The Christmas Holidays

12/14/2022 9:52 PM | Anonymous member (Administrator)

Folks like to remember the family Christmas with its religious and social events, the feelings of love and affection. The family together as one. The familiar music. Falling snowflakes, sledding down nearby slopes, neighborhood caroling.

But for the active alcoholic, there is usually a dark side.

Sometimes I think our Christmas traditions exist to remind those in recovery and their families of what it was like back in our so-called “fun days of rage” when the active alcoholic took advantage of all the seasonal gaiety.

When I finally made the choice of Unconditional Surrender and sought the help of my Higher Power and the Steps, my recollections of my past days of rage seemed to gradually fade away, and in their place, the Holidays came to be a loving family experience.

Fueled by our ego and its call for a return to the boozy days of old, they don’t just disappear. The memories sometimes return, perhaps weaker with the passage of time, but they never disappear completely.

Somehow various specific inebriated actions in the Christmas Season seem to hover around. For example -- slipping into the beautifully decorated tree; assembling a wagon at two-thirty on the morning of Christmas Eve and finishing up with an extra clamp, a bolt but no nut, and a handle; or your late, maybe noisy, arrival at the church pageant. An inappropriate toast to a friend, or inappropriate sleepwear is given to one’s spouse. But perhaps worst of all was our failure to get to Walgreen’s before it closed on Christmas Eve to buy a bag of batteries for the kids’ new games and electronic gadgets --late because you bumped into one of your old pals, Murph, a buddy from the Antlers Bar, and spent 45 minutes toasting Best Greetings to Murph and Sallie the bartender. Are all these incidents fictitious? Well, let’s put it this way: “What do you remember?”

Come Christmas morning, the active alcoholic exhibits nothing but shame, sour looks and words are hurled. Maybe he himself recognizes he’d messed up again and failed to even get that promised couple weeks in the Program. Excuses flow capped by that old self-pity favorite, “You’d drink too if you had my job.”

But thanks to our Higher Power, the recovered alcoholic now arrives at the family festivities with an overwhelming feeling of gratitude: to his whole family for sticking by him during his troubles, to his home group at the Church, his sponsor, and probably Bill W and Dr. Bob for seeing the light of their Higher Power and learning how to seek and follow His ways.

But listen to this reality: Attend an AA meeting close to Christmas. The speaker with thirteen years of sobriety is well into her regular extravagant Christmas drunk-a-log. Are folks nervously looking around, embarrassed by the stories being told, maybe worrying about their impression on the two newcomers?

No sir! You’ll hear laughter, cries of “I did that!” and “Just like me” and “I couldn’t get that &%lksc# bike together to save my life!”

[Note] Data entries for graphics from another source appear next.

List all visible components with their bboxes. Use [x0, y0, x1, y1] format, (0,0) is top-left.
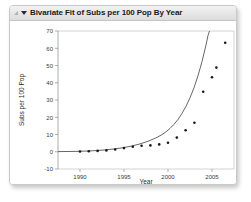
data-point	[88, 150, 91, 153]
x-axis-title: Year	[139, 178, 153, 184]
disclosure-triangle-icon[interactable]	[21, 11, 27, 15]
screenshot-root: Bivariate Fit of Subs per 100 Pop By Yea…	[0, 0, 251, 202]
window-title: Bivariate Fit of Subs per 100 Pop By Yea…	[30, 9, 182, 17]
data-point	[140, 145, 143, 148]
data-point	[224, 42, 227, 45]
data-point	[132, 145, 135, 148]
svg-text:30: 30	[46, 97, 53, 103]
window-titlebar[interactable]: Bivariate Fit of Subs per 100 Pop By Yea…	[10, 6, 236, 21]
data-point	[79, 150, 82, 153]
svg-text:50: 50	[46, 63, 53, 69]
svg-text:70: 70	[46, 28, 53, 34]
data-point	[202, 91, 205, 94]
y-axis-ticks: 70 60 50 40 30 20 10 0 -	[44, 28, 58, 172]
svg-text:2000: 2000	[161, 174, 175, 180]
svg-text:0: 0	[50, 149, 54, 155]
svg-text:10: 10	[46, 132, 53, 138]
data-point	[114, 148, 117, 151]
data-point	[193, 122, 196, 125]
data-point	[96, 150, 99, 153]
plot-frame	[58, 31, 234, 169]
chart-window-panel: Bivariate Fit of Subs per 100 Pop By Yea…	[9, 5, 237, 185]
data-point	[105, 149, 108, 152]
data-point	[149, 144, 152, 147]
bivariate-fit-chart: 70 60 50 40 30 20 10 0 -	[10, 21, 236, 184]
svg-text:20: 20	[46, 115, 53, 121]
data-point	[211, 76, 214, 79]
resize-grip-icon	[14, 11, 18, 15]
data-point	[184, 129, 187, 132]
svg-text:40: 40	[46, 80, 53, 86]
data-point	[167, 142, 170, 145]
fit-curve-line	[58, 31, 210, 152]
svg-text:-10: -10	[44, 166, 53, 172]
data-point	[215, 66, 218, 69]
y-axis-title: Subs per 100 Pop	[18, 74, 26, 126]
svg-text:1990: 1990	[73, 174, 87, 180]
svg-text:2005: 2005	[205, 174, 219, 180]
svg-text:60: 60	[46, 46, 53, 52]
chart-area: 70 60 50 40 30 20 10 0 -	[10, 21, 236, 184]
data-point	[158, 143, 161, 146]
data-point	[123, 147, 126, 150]
data-point	[176, 136, 179, 139]
svg-text:1995: 1995	[117, 174, 131, 180]
data-points	[79, 42, 227, 153]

The joys of recovery, of new starts, of love and hope all come forth. We now live on all the good stuff we get from the Program and have gratitude for those who came before us who responded to our shame and showed us the way they had taken. But alcoholics need reminders of the past to remember our vicious alcoholic conduct.

But dwell on the muck of the past? No! We don’t look at it in shame. We were sick and had lost our Higher Power. Making amends, we moved on. We know this as a bright new life, so we go to our next Twelve Step call to carry the Message we ourselves had embraced.

And with that, on this day, we pass along the Glorious Greetings of the Season to all.